No. It takes processingtime and should only be used if additional checks are necessary. For a simple replacement of 'setStateMachine' better use the AI methods.
This may be a dumb question (as I never new setStateMachine: existed before this thread), but how does setStateMachine: differ from setAITo: ?
It doesn't, they are identical. setStateMachine was never mend to be used in AI, although even 1.65 abusively still used it in some of its own AI's. Every case of setStateMachine can be replaced by setAITo.
But with the new white-listing we probably should link it to setAITo, so also old and wrong code will run?
Somehow that setStatemachine slipped into the Oolite escortAI. Only fixed around 1.70. It is the internal name of the machine that sets the AI states. setAITo calls the same internal function but was mend for public use.
But because it was in an old Oolite file and there are probably a lot escortAI modifications around, it is likely there are a lot oxp's around with this problem. On the whitelist we can relay these old names to legal ones. This way they will keep working.
On the whitelist we can relay these old names to legal ones. This way they will keep working.
That would be useful info for me if it was done - I have found quite a few setStatemachine switches in OSE's inherited AI's, I was about to change them all to, well, looks like setAITo, but if this stuff is whitelisted I can spare me that work.
Could you please tell me if and when a decision is taken on this?
Are depreciations normally listed in the OXP verifier (-verify-oxp optional command line tags)? Just tried to verify a couple of OXPs that I know will need some update for the setPosition/setOrientation changes, and they didn't show.
Is it not something that's supported, or is it just because it's using a trunk compilation rather than a release test version?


[To do] Could you write out every record below exactly, leaving the pictures out?

=== Records for processing ===

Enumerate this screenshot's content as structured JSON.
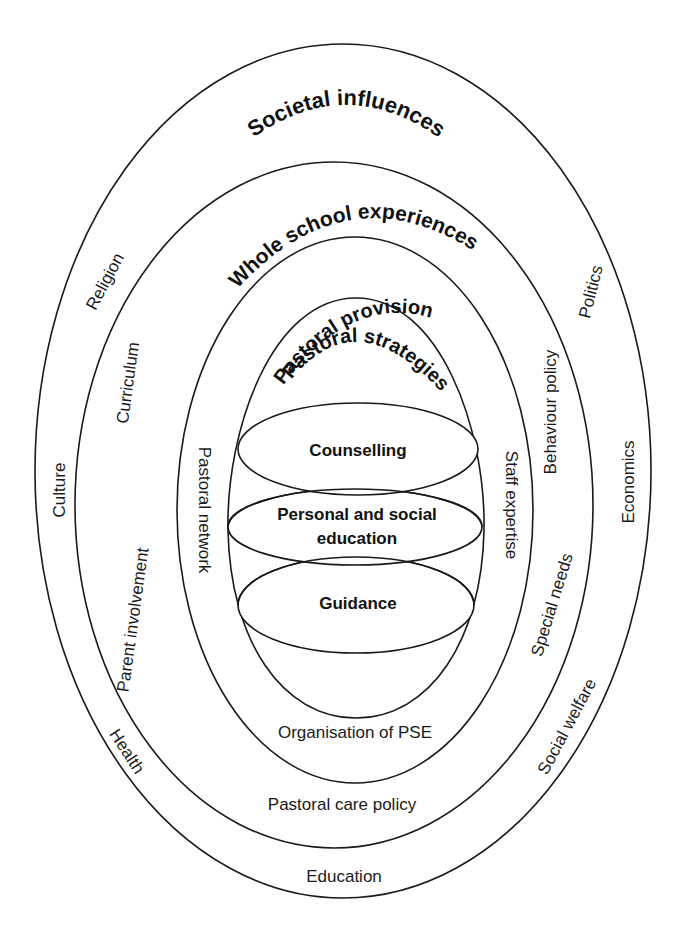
{
  "diagram": {
    "layers": [
      {
        "id": "societal",
        "heading": "Societal influences"
      },
      {
        "id": "whole-school",
        "heading": "Whole school experiences"
      },
      {
        "id": "provision",
        "heading": "Pastoral provision"
      },
      {
        "id": "strategies",
        "heading": "Pastoral strategies"
      }
    ],
    "societal_labels": {
      "religion": "Religion",
      "politics": "Politics",
      "culture": "Culture",
      "economics": "Economics",
      "health": "Health",
      "social_welfare": "Social welfare",
      "education": "Education"
    },
    "whole_school_labels": {
      "curriculum": "Curriculum",
      "behaviour_policy": "Behaviour policy",
      "parent_involvement": "Parent involvement",
      "special_needs": "Special needs",
      "pastoral_care_policy": "Pastoral care policy"
    },
    "provision_labels": {
      "pastoral_network": "Pastoral network",
      "staff_expertise": "Staff expertise",
      "organisation_pse": "Organisation of PSE"
    },
    "strategies": {
      "counselling": "Counselling",
      "pse_line1": "Personal and social",
      "pse_line2": "education",
      "guidance": "Guidance"
    }
  }
}
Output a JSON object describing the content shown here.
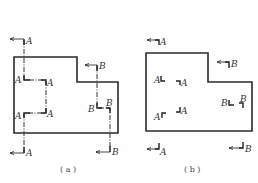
{
  "figure": {
    "panels": [
      {
        "id": "a",
        "caption": "( a )",
        "labels": {
          "a_top": "A",
          "a_mid_left1": "A",
          "a_mid_right1": "A",
          "a_mid_left2": "A",
          "a_mid_right2": "A",
          "a_bottom": "A",
          "b_top": "B",
          "b_mid_left": "B",
          "b_mid_right": "B",
          "b_bottom": "B"
        }
      },
      {
        "id": "b",
        "caption": "( b )",
        "labels": {
          "a_top": "A",
          "a_mid_left1": "A",
          "a_mid_right1": "A",
          "a_mid_left2": "A",
          "a_mid_right2": "A",
          "a_bottom": "A",
          "b_top": "B",
          "b_mid_left": "B",
          "b_mid_right": "B",
          "b_bottom": "B"
        }
      }
    ],
    "colors": {
      "line": "#2a2a2a",
      "background": "#ffffff"
    }
  }
}
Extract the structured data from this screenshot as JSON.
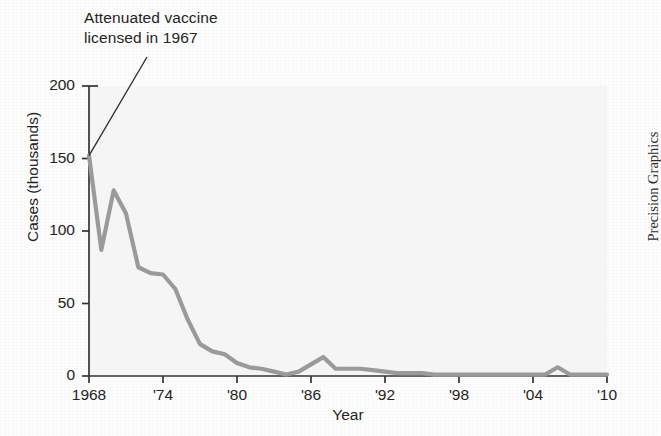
{
  "figure": {
    "credit": "Precision Graphics",
    "annotation": "Attenuated vaccine\nlicensed in 1967"
  },
  "chart_data": {
    "type": "line",
    "title": "",
    "xlabel": "Year",
    "ylabel": "Cases (thousands)",
    "xlim": [
      1968,
      2010
    ],
    "ylim": [
      0,
      200
    ],
    "grid": false,
    "legend": null,
    "line_color": "#9a9a9a",
    "axis_color": "#333333",
    "xtick_values": [
      1968,
      1974,
      1980,
      1986,
      1992,
      1998,
      2004,
      2010
    ],
    "xtick_labels": [
      "1968",
      "'74",
      "'80",
      "'86",
      "'92",
      "'98",
      "'04",
      "'10"
    ],
    "ytick_values": [
      0,
      50,
      100,
      150,
      200
    ],
    "ytick_labels": [
      "0",
      "50",
      "100",
      "150",
      "200"
    ],
    "annotations": [
      {
        "text": "Attenuated vaccine licensed in 1967",
        "points_to_x": 1968,
        "points_to_y": 152
      }
    ],
    "series": [
      {
        "name": "Mumps cases",
        "x": [
          1968,
          1969,
          1970,
          1971,
          1972,
          1973,
          1974,
          1975,
          1976,
          1977,
          1978,
          1979,
          1980,
          1981,
          1982,
          1983,
          1984,
          1985,
          1986,
          1987,
          1988,
          1989,
          1990,
          1991,
          1992,
          1993,
          1994,
          1995,
          1996,
          1997,
          1998,
          1999,
          2000,
          2001,
          2002,
          2003,
          2004,
          2005,
          2006,
          2007,
          2008,
          2009,
          2010
        ],
        "values": [
          152,
          87,
          128,
          112,
          75,
          71,
          70,
          60,
          39,
          22,
          17,
          15,
          9,
          6,
          5,
          3,
          1,
          3,
          8,
          13,
          5,
          5,
          5,
          4,
          3,
          2,
          2,
          2,
          1,
          1,
          1,
          1,
          1,
          1,
          1,
          1,
          1,
          1,
          6,
          1,
          1,
          1,
          1
        ]
      }
    ]
  }
}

===

[Task result]
Enumerate this screenshot's content as structured JSON.
{
  "diagram": {
    "layers": [
      {
        "id": "societal",
        "heading": "Societal influences"
      },
      {
        "id": "whole-school",
        "heading": "Whole school experiences"
      },
      {
        "id": "provision",
        "heading": "Pastoral provision"
      },
      {
        "id": "strategies",
        "heading": "Pastoral strategies"
      }
    ],
    "societal_labels": {
      "religion": "Religion",
      "politics": "Politics",
      "culture": "Culture",
      "economics": "Economics",
      "health": "Health",
      "social_welfare": "Social welfare",
      "education": "Education"
    },
    "whole_school_labels": {
      "curriculum": "Curriculum",
      "behaviour_policy": "Behaviour policy",
      "parent_involvement": "Parent involvement",
      "special_needs": "Special needs",
      "pastoral_care_policy": "Pastoral care policy"
    },
    "provision_labels": {
      "pastoral_network": "Pastoral network",
      "staff_expertise": "Staff expertise",
      "organisation_pse": "Organisation of PSE"
    },
    "strategies": {
      "counselling": "Counselling",
      "pse_line1": "Personal and social",
      "pse_line2": "education",
      "guidance": "Guidance"
    }
  }
}
Output a JSON object describing the content shown here.
{
  "figure": {
    "panels": [
      {
        "id": "a",
        "caption": "( a )",
        "labels": {
          "a_top": "A",
          "a_mid_left1": "A",
          "a_mid_right1": "A",
          "a_mid_left2": "A",
          "a_mid_right2": "A",
          "a_bottom": "A",
          "b_top": "B",
          "b_mid_left": "B",
          "b_mid_right": "B",
          "b_bottom": "B"
        }
      },
      {
        "id": "b",
        "caption": "( b )",
        "labels": {
          "a_top": "A",
          "a_mid_left1": "A",
          "a_mid_right1": "A",
          "a_mid_left2": "A",
          "a_mid_right2": "A",
          "a_bottom": "A",
          "b_top": "B",
          "b_mid_left": "B",
          "b_mid_right": "B",
          "b_bottom": "B"
        }
      }
    ],
    "colors": {
      "line": "#2a2a2a",
      "background": "#ffffff"
    }
  }
}
Extract the structured data from this screenshot as JSON.
{
  "figure": {
    "credit": "Precision Graphics",
    "annotation": "Attenuated vaccine\nlicensed in 1967"
  },
  "chart_data": {
    "type": "line",
    "title": "",
    "xlabel": "Year",
    "ylabel": "Cases (thousands)",
    "xlim": [
      1968,
      2010
    ],
    "ylim": [
      0,
      200
    ],
    "grid": false,
    "legend": null,
    "line_color": "#9a9a9a",
    "axis_color": "#333333",
    "xtick_values": [
      1968,
      1974,
      1980,
      1986,
      1992,
      1998,
      2004,
      2010
    ],
    "xtick_labels": [
      "1968",
      "'74",
      "'80",
      "'86",
      "'92",
      "'98",
      "'04",
      "'10"
    ],
    "ytick_values": [
      0,
      50,
      100,
      150,
      200
    ],
    "ytick_labels": [
      "0",
      "50",
      "100",
      "150",
      "200"
    ],
    "annotations": [
      {
        "text": "Attenuated vaccine licensed in 1967",
        "points_to_x": 1968,
        "points_to_y": 152
      }
    ],
    "series": [
      {
        "name": "Mumps cases",
        "x": [
          1968,
          1969,
          1970,
          1971,
          1972,
          1973,
          1974,
          1975,
          1976,
          1977,
          1978,
          1979,
          1980,
          1981,
          1982,
          1983,
          1984,
          1985,
          1986,
          1987,
          1988,
          1989,
          1990,
          1991,
          1992,
          1993,
          1994,
          1995,
          1996,
          1997,
          1998,
          1999,
          2000,
          2001,
          2002,
          2003,
          2004,
          2005,
          2006,
          2007,
          2008,
          2009,
          2010
        ],
        "values": [
          152,
          87,
          128,
          112,
          75,
          71,
          70,
          60,
          39,
          22,
          17,
          15,
          9,
          6,
          5,
          3,
          1,
          3,
          8,
          13,
          5,
          5,
          5,
          4,
          3,
          2,
          2,
          2,
          1,
          1,
          1,
          1,
          1,
          1,
          1,
          1,
          1,
          1,
          6,
          1,
          1,
          1,
          1
        ]
      }
    ]
  }
}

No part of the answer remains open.